A line of trees on the green, their fresh bright leaves glazed with sunlight, take from the east and give nothing to the west. Oaks, sycamores and chestnuts bathe their crowns in the mid-morning rays and cast dark shadows on the ground, as wide as the trees are broad, as long as they are tall, with dappled haloes all around. The beeches are worst of all, offering the land beneath no chink in their green armour. No wonder so little grows under the canopy of a beech wood, a crowd of overlapping umbrellas giving shelter, blotting out the light.
The two exceptions are the ash trees. They leave shadows that create an effect like half-opened venetian blinds. Speedwell, buttercups and daisies flower in their forgiving shade, and from the foot of their trunks, I can see blue sky above, through a filter of leaves. These trees are centurions, their cracked, accommodating bark spangled with lichens, orange, grey and green, some with antler-like tufts. Mosses have anchored in the damp recesses of forks and spilled an underfelt of dark green down the trunks.
At both ends of the growing season, the ash is unwittingly generous. The oak draws all the goodness out of its leaves in autumn and casts off brown, acidic husks, barely palatable, slow to rot. The ash does things differently. It sheds whole leaflets still green, still full of minerals, quickly recycled, providing nutrients for the flowers of spring.
Disease could not happen to a nicer tree. If these ashes could walk, they might lift their roots and go down the lane to see what the future holds. I am too young to remember the elm and cannot really imagine how the pointy-heart leaves found only on low elm bushes might once have crowned tall, straight trees. Humans brought in the disease that killed the elms and, in ash dieback, it appears that we will surely do for the ash too. Generations unborn may listen to the laments of their elders, see photographs and film footage, but never experience what it is to stand before this wonderful tree.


=== AIM OF THE TASK ===
Copy every line of the records that includes the word "Object".

(Dataset records on visual material)
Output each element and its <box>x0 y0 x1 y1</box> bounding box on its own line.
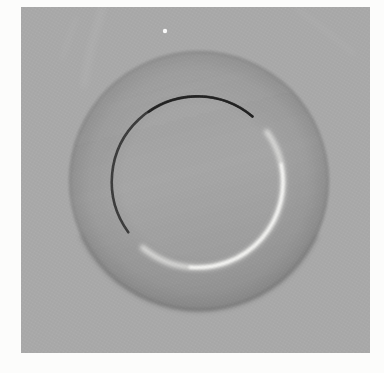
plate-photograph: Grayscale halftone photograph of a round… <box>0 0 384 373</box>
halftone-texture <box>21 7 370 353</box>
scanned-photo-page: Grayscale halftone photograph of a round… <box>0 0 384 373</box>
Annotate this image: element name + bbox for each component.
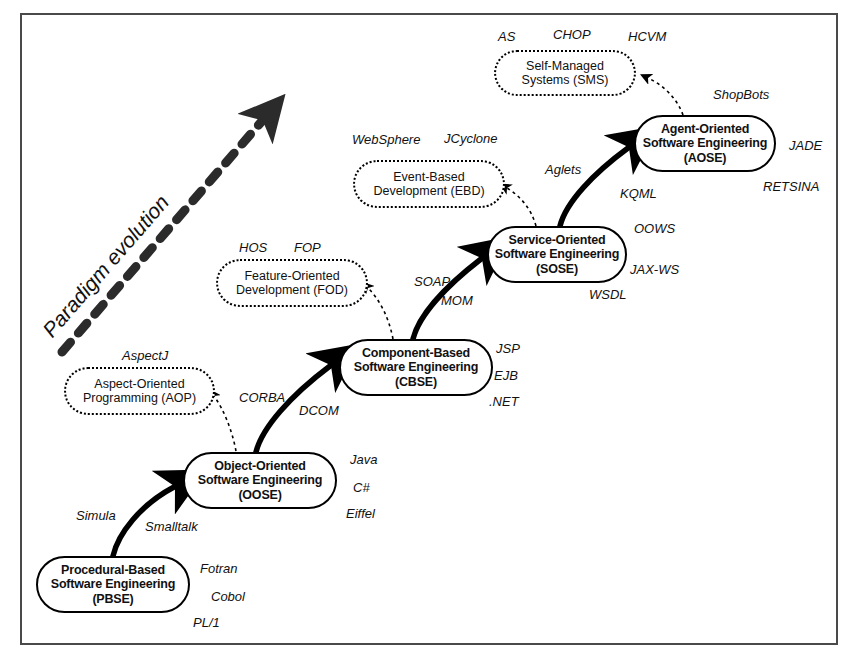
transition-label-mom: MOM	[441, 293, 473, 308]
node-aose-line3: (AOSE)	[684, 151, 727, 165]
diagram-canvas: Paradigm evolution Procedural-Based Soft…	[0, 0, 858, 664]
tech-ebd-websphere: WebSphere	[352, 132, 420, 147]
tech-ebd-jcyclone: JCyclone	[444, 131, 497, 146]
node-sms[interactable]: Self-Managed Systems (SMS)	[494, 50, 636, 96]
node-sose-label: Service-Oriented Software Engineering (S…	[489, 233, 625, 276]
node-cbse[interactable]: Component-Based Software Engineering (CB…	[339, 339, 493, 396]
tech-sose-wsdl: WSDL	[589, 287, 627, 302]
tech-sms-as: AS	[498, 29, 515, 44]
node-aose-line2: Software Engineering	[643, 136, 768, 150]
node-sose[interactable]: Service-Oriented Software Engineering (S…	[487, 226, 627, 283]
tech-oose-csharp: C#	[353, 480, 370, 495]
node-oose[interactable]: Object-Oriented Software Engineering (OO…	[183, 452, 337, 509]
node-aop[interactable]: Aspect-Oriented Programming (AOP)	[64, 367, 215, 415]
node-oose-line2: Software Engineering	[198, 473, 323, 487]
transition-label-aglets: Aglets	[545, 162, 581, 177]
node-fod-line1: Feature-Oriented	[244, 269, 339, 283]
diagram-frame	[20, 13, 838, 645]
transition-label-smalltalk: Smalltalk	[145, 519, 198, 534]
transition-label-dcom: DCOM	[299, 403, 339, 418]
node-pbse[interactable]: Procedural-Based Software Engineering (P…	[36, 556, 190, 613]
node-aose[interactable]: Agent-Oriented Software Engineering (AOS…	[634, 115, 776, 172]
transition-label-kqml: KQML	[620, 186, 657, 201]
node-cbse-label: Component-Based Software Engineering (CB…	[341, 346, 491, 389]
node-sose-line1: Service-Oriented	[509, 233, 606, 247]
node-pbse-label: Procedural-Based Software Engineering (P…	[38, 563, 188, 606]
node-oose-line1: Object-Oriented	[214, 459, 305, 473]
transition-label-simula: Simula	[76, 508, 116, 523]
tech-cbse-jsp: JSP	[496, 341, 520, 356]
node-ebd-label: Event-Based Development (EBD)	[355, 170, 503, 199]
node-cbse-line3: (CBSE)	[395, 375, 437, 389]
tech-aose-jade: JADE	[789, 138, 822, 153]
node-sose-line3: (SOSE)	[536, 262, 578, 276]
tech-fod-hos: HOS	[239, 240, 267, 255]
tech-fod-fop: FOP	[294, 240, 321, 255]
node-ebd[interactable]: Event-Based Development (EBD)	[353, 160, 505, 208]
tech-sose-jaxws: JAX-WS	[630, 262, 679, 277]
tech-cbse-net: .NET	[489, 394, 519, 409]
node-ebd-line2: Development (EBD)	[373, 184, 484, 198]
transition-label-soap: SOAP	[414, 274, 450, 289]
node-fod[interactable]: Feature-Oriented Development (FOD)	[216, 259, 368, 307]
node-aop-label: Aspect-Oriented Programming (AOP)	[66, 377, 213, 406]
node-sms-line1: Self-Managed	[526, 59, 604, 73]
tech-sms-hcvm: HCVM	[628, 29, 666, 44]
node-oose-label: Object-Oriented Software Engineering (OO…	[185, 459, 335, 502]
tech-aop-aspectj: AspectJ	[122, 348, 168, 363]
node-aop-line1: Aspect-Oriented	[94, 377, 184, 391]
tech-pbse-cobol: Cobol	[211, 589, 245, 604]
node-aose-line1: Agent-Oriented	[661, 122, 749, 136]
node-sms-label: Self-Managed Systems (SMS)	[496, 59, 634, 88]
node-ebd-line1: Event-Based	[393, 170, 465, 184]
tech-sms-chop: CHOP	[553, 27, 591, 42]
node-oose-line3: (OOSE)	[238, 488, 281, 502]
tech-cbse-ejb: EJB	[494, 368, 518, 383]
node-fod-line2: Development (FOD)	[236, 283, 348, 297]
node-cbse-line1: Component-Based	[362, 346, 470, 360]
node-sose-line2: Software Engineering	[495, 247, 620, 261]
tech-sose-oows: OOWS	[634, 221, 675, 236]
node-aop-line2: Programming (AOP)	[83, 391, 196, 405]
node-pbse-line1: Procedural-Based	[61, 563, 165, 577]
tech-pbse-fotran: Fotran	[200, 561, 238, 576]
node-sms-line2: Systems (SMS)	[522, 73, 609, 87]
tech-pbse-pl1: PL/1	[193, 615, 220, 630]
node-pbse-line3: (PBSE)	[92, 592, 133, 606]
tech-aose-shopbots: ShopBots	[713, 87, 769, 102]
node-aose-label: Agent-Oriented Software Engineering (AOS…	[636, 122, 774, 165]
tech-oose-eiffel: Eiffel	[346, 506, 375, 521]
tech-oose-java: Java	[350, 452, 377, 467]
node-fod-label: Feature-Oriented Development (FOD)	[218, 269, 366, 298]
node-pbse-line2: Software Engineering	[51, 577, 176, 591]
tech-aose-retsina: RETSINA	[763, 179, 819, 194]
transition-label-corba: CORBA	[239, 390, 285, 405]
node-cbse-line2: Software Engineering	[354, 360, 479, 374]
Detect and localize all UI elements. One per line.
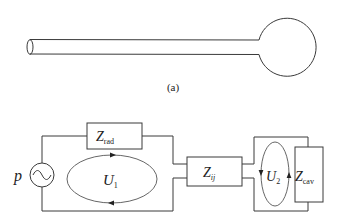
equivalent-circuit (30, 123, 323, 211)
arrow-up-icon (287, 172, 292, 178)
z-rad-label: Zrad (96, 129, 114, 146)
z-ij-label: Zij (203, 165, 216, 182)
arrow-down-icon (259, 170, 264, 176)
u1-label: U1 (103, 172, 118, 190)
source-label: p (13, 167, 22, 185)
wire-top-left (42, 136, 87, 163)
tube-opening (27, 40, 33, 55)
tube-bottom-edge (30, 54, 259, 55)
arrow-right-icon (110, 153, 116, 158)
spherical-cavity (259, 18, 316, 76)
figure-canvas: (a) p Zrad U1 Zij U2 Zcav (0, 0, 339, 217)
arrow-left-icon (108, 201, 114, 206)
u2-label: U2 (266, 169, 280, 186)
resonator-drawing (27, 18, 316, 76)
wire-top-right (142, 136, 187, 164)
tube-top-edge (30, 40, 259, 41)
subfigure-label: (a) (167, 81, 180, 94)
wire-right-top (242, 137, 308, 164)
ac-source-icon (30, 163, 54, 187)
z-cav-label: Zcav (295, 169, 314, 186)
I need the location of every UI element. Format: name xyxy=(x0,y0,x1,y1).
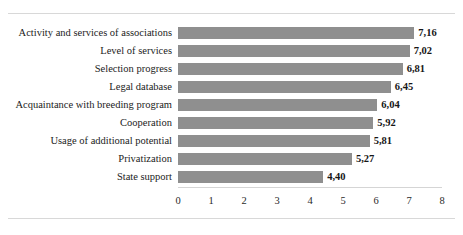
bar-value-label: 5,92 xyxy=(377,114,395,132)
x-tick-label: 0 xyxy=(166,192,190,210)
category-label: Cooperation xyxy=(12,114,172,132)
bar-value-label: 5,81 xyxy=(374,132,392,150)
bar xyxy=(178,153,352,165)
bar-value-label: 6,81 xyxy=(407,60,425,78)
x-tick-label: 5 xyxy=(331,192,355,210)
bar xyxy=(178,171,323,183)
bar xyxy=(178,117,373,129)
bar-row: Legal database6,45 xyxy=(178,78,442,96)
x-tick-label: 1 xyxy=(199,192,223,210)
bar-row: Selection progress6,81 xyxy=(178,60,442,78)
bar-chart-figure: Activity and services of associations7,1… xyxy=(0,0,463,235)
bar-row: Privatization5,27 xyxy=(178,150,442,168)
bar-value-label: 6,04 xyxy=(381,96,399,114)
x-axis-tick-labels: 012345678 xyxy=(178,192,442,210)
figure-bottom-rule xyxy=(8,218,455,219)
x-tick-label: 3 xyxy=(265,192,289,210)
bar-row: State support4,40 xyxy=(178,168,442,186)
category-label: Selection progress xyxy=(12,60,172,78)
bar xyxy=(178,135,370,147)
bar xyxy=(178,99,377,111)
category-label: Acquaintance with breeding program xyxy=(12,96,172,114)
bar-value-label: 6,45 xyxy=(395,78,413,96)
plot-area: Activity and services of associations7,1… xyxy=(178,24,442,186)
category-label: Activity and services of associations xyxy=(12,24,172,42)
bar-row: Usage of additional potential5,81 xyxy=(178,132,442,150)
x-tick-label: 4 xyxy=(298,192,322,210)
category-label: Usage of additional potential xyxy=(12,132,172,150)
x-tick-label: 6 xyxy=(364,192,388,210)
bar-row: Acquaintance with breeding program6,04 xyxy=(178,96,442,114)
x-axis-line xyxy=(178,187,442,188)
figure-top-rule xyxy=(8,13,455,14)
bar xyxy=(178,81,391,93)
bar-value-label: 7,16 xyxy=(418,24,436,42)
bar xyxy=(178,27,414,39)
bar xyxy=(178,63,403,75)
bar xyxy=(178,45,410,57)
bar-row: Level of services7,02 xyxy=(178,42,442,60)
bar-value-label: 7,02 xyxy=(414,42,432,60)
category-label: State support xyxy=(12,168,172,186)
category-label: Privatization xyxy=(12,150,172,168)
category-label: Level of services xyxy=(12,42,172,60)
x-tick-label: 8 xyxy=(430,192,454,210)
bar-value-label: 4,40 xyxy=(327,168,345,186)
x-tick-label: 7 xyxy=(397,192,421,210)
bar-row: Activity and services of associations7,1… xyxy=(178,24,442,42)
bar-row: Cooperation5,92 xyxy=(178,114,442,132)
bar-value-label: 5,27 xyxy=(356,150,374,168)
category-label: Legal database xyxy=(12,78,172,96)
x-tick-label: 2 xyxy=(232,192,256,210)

=== SOLUTION TO THIS TASK ===
node-oose[interactable]: Object-Oriented Software Engineering (OO…	[183, 452, 337, 509]
node-oose-line1: Object-Oriented	[214, 459, 305, 473]
node-oose-label: Object-Oriented Software Engineering (OO…	[185, 459, 335, 502]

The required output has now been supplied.